Wednesday, November 20, 2013

Shareholders raise surveillance concerns at AT&T, Verizon [ H0us3 ]


By Ross Kerber and Sinead Carew

BOSTON/NEW YORK (Reuters) – Shareholders of telecom giants AT&T Inc and Verizon Communications Inc are seeking more details related to their sharing of customer information with governments, showing investors starting to push back over the role of communications companies in spying operations.

Activists including Trillium Asset Management of Boston and the $ 161 billion (£99.99 billion) New York State Common Retirement Fund have filed proposals for the spring shareholder meetings of AT&T and Verizon, representatives said.

Both resolutions call on the companies to report semi-annually on “metrics and discussion regarding requests for customer information by U.S. and foreign governments.”

As carriers of massive amounts of voice and data traffic, the telecommunications companies have been at the centre of controversies over the use of their data by U.S. intelligence agencies. Just on Monday the U.S. Supreme Court declined to hear a challenge to a ruling that gave the government access to Verizon records of millions of telephone calls.

A worry is the close ties could hurt the companies’ business, said Trillium Senior Vice President Jonas Kron.

“From an investor perspective, this is one of those issues where there’s an overlap of interests” among privacy advocates and business groups, Kron said. He cited surveys that spying fears could cut tens of billions of dollars from the sales of cloud computing services.
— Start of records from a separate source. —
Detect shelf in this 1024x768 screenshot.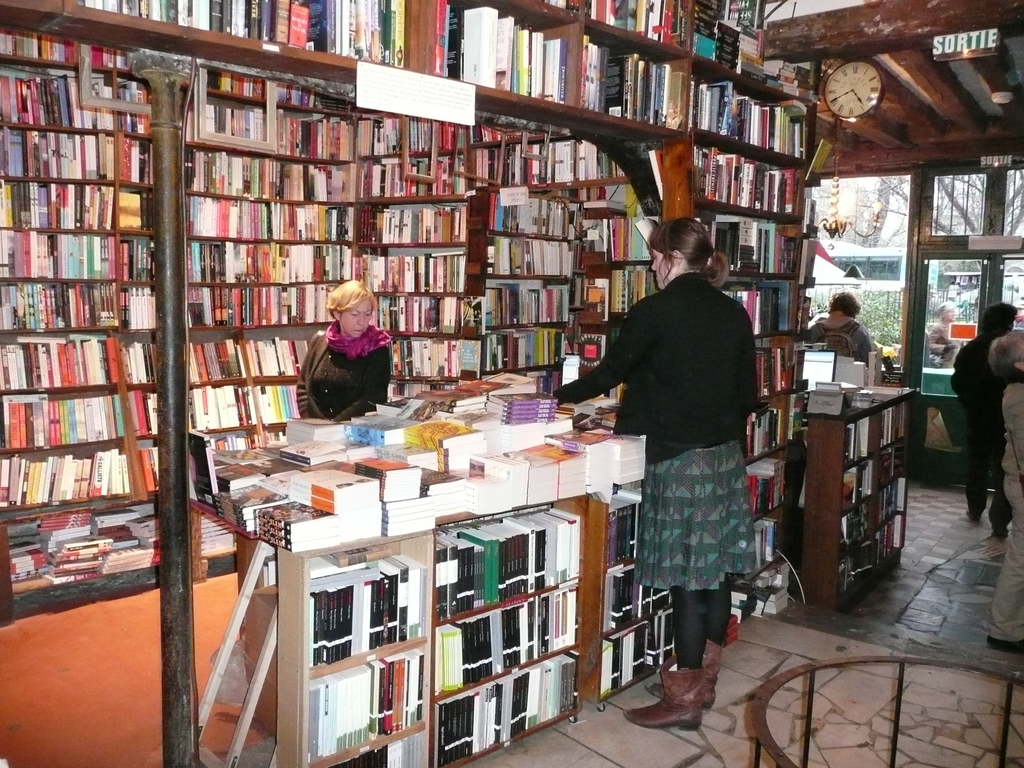
Detection: {"x1": 838, "y1": 516, "x2": 903, "y2": 578}.
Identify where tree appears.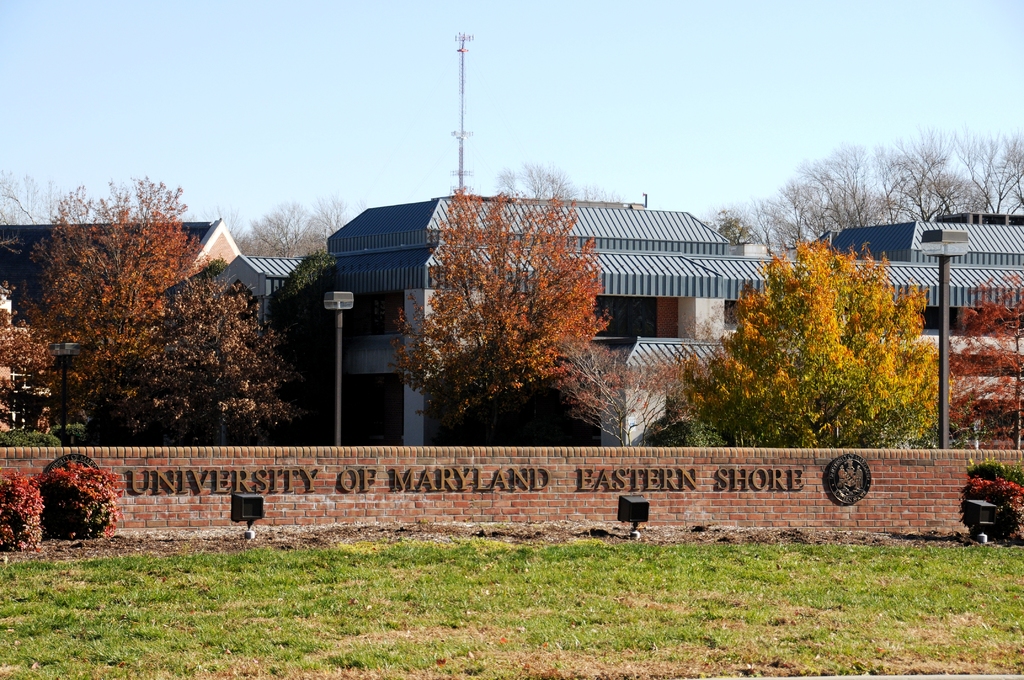
Appears at BBox(939, 261, 1023, 455).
New York State Comptroller Thomas DiNapoli, sole trustee of the state retirement fund, the prime sponsor of the resolution at AT&T, said “Customer trust is critical for any business, but nowhere is it more so than for those corporations that handle our personal data and communications.”

AT&T spokesman Mark Siegel said that “As standard practice we look carefully at all shareholder proposals but at this point in the process we do not expect to comment on them.”

Verizon spokesman Bob Varettoni declined to comment on the shareholder proposal it received except to say the company is evaluating it.

Customers in growth markets like China have historically mistrusted U.S. technology corporations. Those fears have been stoked by disclosures from former National Security Agency contractor Edward Snowden.

For instance, Cisco Systems Inc last week blamed what some analysts call “the Snowden effect” in part for dismal quarterly revenue. Others have questioned the financial impact of the revelations, however.

In response many technology companies have pushed for — or at least aimed to be seen pushing for — transparency in their dealings with U.S. intelligence agencies.

Companies including Google Inc, Microsoft Corp, Twitter Inc, Facebook Inc, Apple Inc and Yahoo! Inc have published “transparency reports” showing government data requests. Some have in addition gone to court seeking to disclose more details.

But the two big telecommunications companies have not responded as aggressively to the data requests, the shareholder activists note in their resolutions.

Specifically, the resolutions cite press reports of the intelligence agencies’ involvement with the companies, and the resulting criticism from figures like Brazil’s president Dilma Rousseff, who called U.S. monitoring activities “a breach of international law.”

The resolutions call on AT&T and Verizon to publish semi-annual reports, subject to current laws, “providing metrics and discussion regarding requests for customer information by U.S. and foreign governments, at reasonable cost and omitting proprietary information.”

Trillium has $ 1.3 billion under management and calls itself the oldest independent investment adviser focused on sustainable and responsible investing. Trillium and other activists have used shareholder proposals in the past to air out arcane issues such as several “network neutrality” measures it brought at AT&T and Verizon since 2012. One at Verizon in the spring won support from 24 percent of shareholders.

Even when such measures don’t pass, activists see them as a way to call attention to issues.

“Often the utility of such resolutions is to generate conversation with and among management, particularly if the company has refused to engage in other ways,” said Christine Bader, a lecturer on human rights and business at Columbia University. She is also affiliated with the Global Network Initiative, a privacy-advocacy group that counts some of the technology companies as participants.

Filers of the AT&T proposal include the New York State fund, Trillium, the American Civil Liberties Union of Northern California, and Arjuna Capital, according to a statement from Open MIC, a non-profit organization in New York that works with investors on media issues and helped organize the resolutions.

Filers of the Verizon proposal include Trillium, the ACLU chapter, the Park Foundation, and Clean Yield Asset Management, the activists said.